11/02/2025
The drugs changed too. He’d leave little surprises everywhere—pills on the coffee table, baggies tucked behind the TV, lines cut on the bathroom counter. “Just testing you,” he’d say if I brought one to him. “Wanted to see if you’d keep it or return it like an honest roommate.” Most nights I did the right thing. Some nights the paranoia won and I flushed them, heart hammering. Then he started mixing K into my m**h. The first time it hit, my chest locked up like a vice. I couldn’t breathe, convinced I was dying right there on the couch while he watched from the doorway, calm as ever. “Breathe through it,” he’d say, like it was a game. “You’re fine.”
The night they had me committed to CAMH was the breaking point. Kaylaum and Regan fed the doctors a story full of lies—how I was delusional, dangerous, a threat to myself and everyone in the house. I was taken away in restraints while the house stayed behind. While I was locked in that sterile wing, fighting the fog of whatever they pumped into me, Kaylaum moved fast. He had the lease switched out of my name. My name—gone. My devices, my TV, every piece of clothing and electronics I owned—vanished. When I finally walked out of CAMH weeks later, blinking at the sunlight like a ghost, the house wasn’t mine anymore.
My bedroom door was the first thing I noticed. It was gone. In its place was Kaylaum’s old door, the one with the flimsy lock that barely clicked. He’d swapped them while I was away. No privacy. No security. Just an open frame where anyone could walk in whenever they wanted. He started inviting his friends’ violent acquaintances to move in—“just for a bit,” he’d say. Big guys with short tempers and longer rap sheets. They’d shove past me in the hallway, mutter slurs under their breath, sometimes worse when the lights were low. I kept feeding them anyway. Kept the fridge full. Kept the heat on. I was still the one supporting the house, still the one trying to hold the safe space together while it rotted from the inside.
Gaslighting became the soundtrack of every day. Kaylaum and Regan would sit across from me at the kitchen table, smiling like old pals. “You’re imagining things, Paul. We’re just trying to help.” “You’re the one who invited all this chaos.” “Why are you always so paranoid?” The girls would echo it, high and vicious. The crew across the street would text Kaylaum updates on my every move. Every hookup attempt, every spiked bag, every stolen belonging—it all blurred into one long nightmare he had scripted and directed.
I kept paying the bills. I kept buying the food. And every night I’d lie in that doorless room, staring at the ceiling, wondering how the man who once called me his favorite had turned my own home into the exact hell I’d always feared. Kaylaum didn’t just live here. He made my nightmares come to life, one careful, smiling betrayal at a time. And the worst part? He never stopped grinning while he did it.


> _WHAT TO DO_
Pictures stay out; everything else in the records is to be copied exactly.

> _RECORDS TO USE_
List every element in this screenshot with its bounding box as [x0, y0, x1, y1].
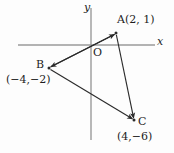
vertex-point-b [48, 67, 51, 70]
segment-a-to-b [51, 34, 115, 66]
vertex-point-c [133, 119, 136, 122]
segment-a-to-c [116, 35, 133, 118]
vertex-coordinates-c: (4,−6) [117, 131, 152, 142]
vertex-point-a [115, 32, 118, 35]
coordinate-plane-figure: y x O A(2, 1) B (−4,−2) C (4,−6) [0, 0, 174, 153]
vertex-label-b: B [36, 59, 44, 70]
x-axis-label: x [157, 36, 163, 47]
vertex-label-c: C [138, 116, 146, 127]
vertex-label-a: A(2, 1) [117, 14, 155, 25]
vertex-coordinates-b: (−4,−2) [6, 74, 51, 85]
origin-label: O [93, 47, 102, 58]
y-axis-label: y [84, 2, 90, 13]
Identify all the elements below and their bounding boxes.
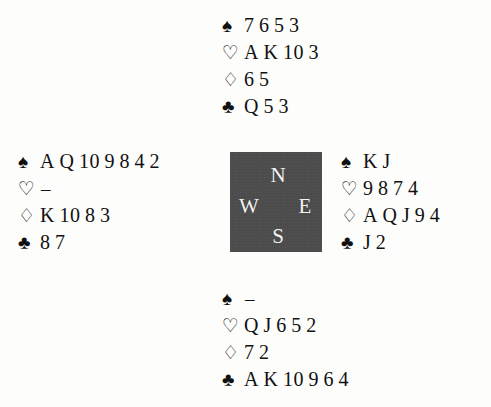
card-rank: 7 [393,175,404,202]
card-rank: A [244,39,259,66]
card-rank: K [263,366,278,393]
heart-icon: ♡ [18,175,40,202]
east-club-holding: J2 [363,229,386,256]
card-rank: Q [59,148,74,175]
north-diamond-holding: 65 [244,66,270,93]
east-spade-holding: KJ [363,148,391,175]
club-icon: ♣ [222,93,244,120]
west-heart-holding: – [40,175,51,202]
west-spade-row: ♠ AQ109842 [18,148,160,175]
card-rank: Q [382,202,397,229]
hand-south: ♠ – ♡ QJ652 ♢ 72 ♣ AK10964 [222,285,349,393]
card-rank: 3 [308,39,319,66]
card-rank: 5 [291,312,302,339]
card-rank: K [363,148,378,175]
diamond-icon: ♢ [222,66,244,93]
card-rank: 9 [363,175,374,202]
compass-box: N W E S [230,152,322,252]
card-rank: J [402,202,410,229]
card-rank: 4 [430,202,441,229]
north-heart-holding: AK103 [244,39,319,66]
west-heart-row: ♡ – [18,175,160,202]
card-rank: J [263,312,271,339]
west-spade-holding: AQ109842 [40,148,160,175]
bridge-deal-diagram: ♠ 7653 ♡ AK103 ♢ 65 ♣ Q53 ♠ AQ109842 ♡ –… [0,0,491,407]
east-spade-row: ♠ KJ [341,148,440,175]
south-spade-holding: – [244,285,255,312]
card-rank: 10 [79,148,100,175]
hand-north: ♠ 7653 ♡ AK103 ♢ 65 ♣ Q53 [222,12,319,120]
card-rank: J [382,148,390,175]
north-spade-row: ♠ 7653 [222,12,319,39]
card-rank: 9 [308,366,319,393]
card-rank: Q [244,312,259,339]
card-rank: A [40,148,55,175]
spade-icon: ♠ [222,285,244,312]
south-heart-row: ♡ QJ652 [222,312,349,339]
card-rank: 2 [376,229,387,256]
card-rank: 7 [244,339,255,366]
card-rank: 3 [289,12,300,39]
north-club-row: ♣ Q53 [222,93,319,120]
void-marker: – [244,285,255,312]
card-rank: 6 [276,312,287,339]
card-rank: J [363,229,371,256]
spade-icon: ♠ [222,12,244,39]
card-rank: 6 [244,66,255,93]
card-rank: A [244,366,259,393]
east-club-row: ♣ J2 [341,229,440,256]
club-icon: ♣ [222,366,244,393]
card-rank: 9 [415,202,426,229]
card-rank: 9 [104,148,115,175]
card-rank: 2 [306,312,317,339]
card-rank: 3 [100,202,111,229]
card-rank: K [40,202,55,229]
card-rank: 10 [283,39,304,66]
north-club-holding: Q53 [244,93,289,120]
card-rank: 5 [263,93,274,120]
card-rank: 10 [283,366,304,393]
card-rank: K [263,39,278,66]
card-rank: Q [244,93,259,120]
compass-label-north: N [270,165,285,186]
card-rank: 4 [338,366,349,393]
east-heart-holding: 9874 [363,175,419,202]
north-diamond-row: ♢ 65 [222,66,319,93]
club-icon: ♣ [18,229,40,256]
diamond-icon: ♢ [341,202,363,229]
card-rank: 10 [59,202,80,229]
card-rank: 3 [278,93,289,120]
card-rank: 2 [259,339,270,366]
hand-east: ♠ KJ ♡ 9874 ♢ AQJ94 ♣ J2 [341,148,440,256]
north-heart-row: ♡ AK103 [222,39,319,66]
south-diamond-row: ♢ 72 [222,339,349,366]
card-rank: 7 [244,12,255,39]
south-club-holding: AK10964 [244,366,349,393]
south-heart-holding: QJ652 [244,312,317,339]
compass-label-south: S [272,226,284,247]
card-rank: 8 [119,148,130,175]
east-diamond-row: ♢ AQJ94 [341,202,440,229]
card-rank: 8 [378,175,389,202]
heart-icon: ♡ [222,312,244,339]
card-rank: A [363,202,378,229]
hand-west: ♠ AQ109842 ♡ – ♢ K1083 ♣ 87 [18,148,160,256]
compass-label-east: E [299,196,312,217]
card-rank: 4 [408,175,419,202]
east-heart-row: ♡ 9874 [341,175,440,202]
card-rank: 5 [274,12,285,39]
diamond-icon: ♢ [18,202,40,229]
card-rank: 8 [85,202,96,229]
south-diamond-holding: 72 [244,339,270,366]
compass-label-west: W [239,196,259,217]
void-marker: – [40,175,51,202]
north-spade-holding: 7653 [244,12,300,39]
card-rank: 2 [149,148,160,175]
west-diamond-holding: K1083 [40,202,110,229]
east-diamond-holding: AQJ94 [363,202,440,229]
heart-icon: ♡ [341,175,363,202]
card-rank: 8 [40,229,51,256]
card-rank: 5 [259,66,270,93]
card-rank: 7 [55,229,66,256]
west-club-row: ♣ 87 [18,229,160,256]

> _SOLUTION TO THIS PROBLEM_
List every element in this screenshot with its bounding box as [x0, y0, x1, y1].
vertex-point-b [48, 67, 51, 70]
segment-a-to-b [51, 34, 115, 66]
vertex-point-c [133, 119, 136, 122]
segment-a-to-c [116, 35, 133, 118]
vertex-coordinates-c: (4,−6) [117, 131, 152, 142]
vertex-point-a [115, 32, 118, 35]
coordinate-plane-figure: y x O A(2, 1) B (−4,−2) C (4,−6) [0, 0, 174, 153]
vertex-label-b: B [36, 59, 44, 70]
x-axis-label: x [157, 36, 163, 47]
vertex-label-c: C [138, 116, 146, 127]
vertex-label-a: A(2, 1) [117, 14, 155, 25]
vertex-coordinates-b: (−4,−2) [6, 74, 51, 85]
origin-label: O [93, 47, 102, 58]
y-axis-label: y [84, 2, 90, 13]
Identify all the elements below and their bounding boxes.
card-rank: 7 [393,175,404,202]
card-rank: A [244,39,259,66]
card-rank: K [263,366,278,393]
heart-icon: ♡ [18,175,40,202]
east-club-holding: J2 [363,229,386,256]
card-rank: Q [59,148,74,175]
north-diamond-holding: 65 [244,66,270,93]
east-spade-holding: KJ [363,148,391,175]
club-icon: ♣ [222,93,244,120]
west-heart-holding: – [40,175,51,202]
west-spade-row: ♠ AQ109842 [18,148,160,175]
card-rank: Q [382,202,397,229]
hand-south: ♠ – ♡ QJ652 ♢ 72 ♣ AK10964 [222,285,349,393]
card-rank: 3 [308,39,319,66]
card-rank: 5 [291,312,302,339]
card-rank: K [363,148,378,175]
diamond-icon: ♢ [222,66,244,93]
card-rank: 9 [363,175,374,202]
compass-box: N W E S [230,152,322,252]
card-rank: J [402,202,410,229]
card-rank: 4 [430,202,441,229]
north-heart-holding: AK103 [244,39,319,66]
west-heart-row: ♡ – [18,175,160,202]
card-rank: J [263,312,271,339]
west-spade-holding: AQ109842 [40,148,160,175]
bridge-deal-diagram: ♠ 7653 ♡ AK103 ♢ 65 ♣ Q53 ♠ AQ109842 ♡ –… [0,0,491,407]
east-spade-row: ♠ KJ [341,148,440,175]
south-spade-holding: – [244,285,255,312]
card-rank: 10 [79,148,100,175]
hand-north: ♠ 7653 ♡ AK103 ♢ 65 ♣ Q53 [222,12,319,120]
card-rank: J [382,148,390,175]
north-spade-row: ♠ 7653 [222,12,319,39]
card-rank: 9 [308,366,319,393]
card-rank: Q [244,312,259,339]
card-rank: A [40,148,55,175]
spade-icon: ♠ [222,285,244,312]
south-heart-row: ♡ QJ652 [222,312,349,339]
card-rank: 2 [376,229,387,256]
card-rank: 7 [244,339,255,366]
card-rank: 3 [289,12,300,39]
north-club-row: ♣ Q53 [222,93,319,120]
void-marker: – [244,285,255,312]
card-rank: 6 [276,312,287,339]
card-rank: J [363,229,371,256]
spade-icon: ♠ [222,12,244,39]
card-rank: 6 [244,66,255,93]
card-rank: A [244,366,259,393]
east-club-row: ♣ J2 [341,229,440,256]
club-icon: ♣ [222,366,244,393]
card-rank: 9 [415,202,426,229]
card-rank: 9 [104,148,115,175]
card-rank: 2 [306,312,317,339]
card-rank: 3 [100,202,111,229]
card-rank: K [40,202,55,229]
card-rank: 10 [283,39,304,66]
north-club-holding: Q53 [244,93,289,120]
card-rank: 5 [263,93,274,120]
card-rank: 10 [283,366,304,393]
card-rank: K [263,39,278,66]
card-rank: Q [244,93,259,120]
compass-label-north: N [270,165,285,186]
card-rank: 4 [338,366,349,393]
east-heart-holding: 9874 [363,175,419,202]
north-diamond-row: ♢ 65 [222,66,319,93]
club-icon: ♣ [18,229,40,256]
diamond-icon: ♢ [341,202,363,229]
card-rank: 10 [59,202,80,229]
card-rank: 3 [278,93,289,120]
card-rank: 2 [259,339,270,366]
hand-east: ♠ KJ ♡ 9874 ♢ AQJ94 ♣ J2 [341,148,440,256]
north-heart-row: ♡ AK103 [222,39,319,66]
south-diamond-row: ♢ 72 [222,339,349,366]
card-rank: 7 [244,12,255,39]
south-club-holding: AK10964 [244,366,349,393]
south-heart-holding: QJ652 [244,312,317,339]
compass-label-south: S [272,226,284,247]
card-rank: 8 [119,148,130,175]
east-diamond-row: ♢ AQJ94 [341,202,440,229]
card-rank: 8 [378,175,389,202]
heart-icon: ♡ [222,312,244,339]
card-rank: A [363,202,378,229]
hand-west: ♠ AQ109842 ♡ – ♢ K1083 ♣ 87 [18,148,160,256]
compass-label-east: E [299,196,312,217]
card-rank: 4 [408,175,419,202]
east-heart-row: ♡ 9874 [341,175,440,202]
card-rank: 5 [274,12,285,39]
diamond-icon: ♢ [18,202,40,229]
card-rank: 8 [85,202,96,229]
south-diamond-holding: 72 [244,339,270,366]
compass-label-west: W [239,196,259,217]
void-marker: – [40,175,51,202]
north-spade-holding: 7653 [244,12,300,39]
card-rank: 2 [149,148,160,175]
west-diamond-holding: K1083 [40,202,110,229]
east-diamond-holding: AQJ94 [363,202,440,229]
heart-icon: ♡ [341,175,363,202]
card-rank: 8 [40,229,51,256]
card-rank: 5 [259,66,270,93]
card-rank: 7 [55,229,66,256]
west-club-row: ♣ 87 [18,229,160,256]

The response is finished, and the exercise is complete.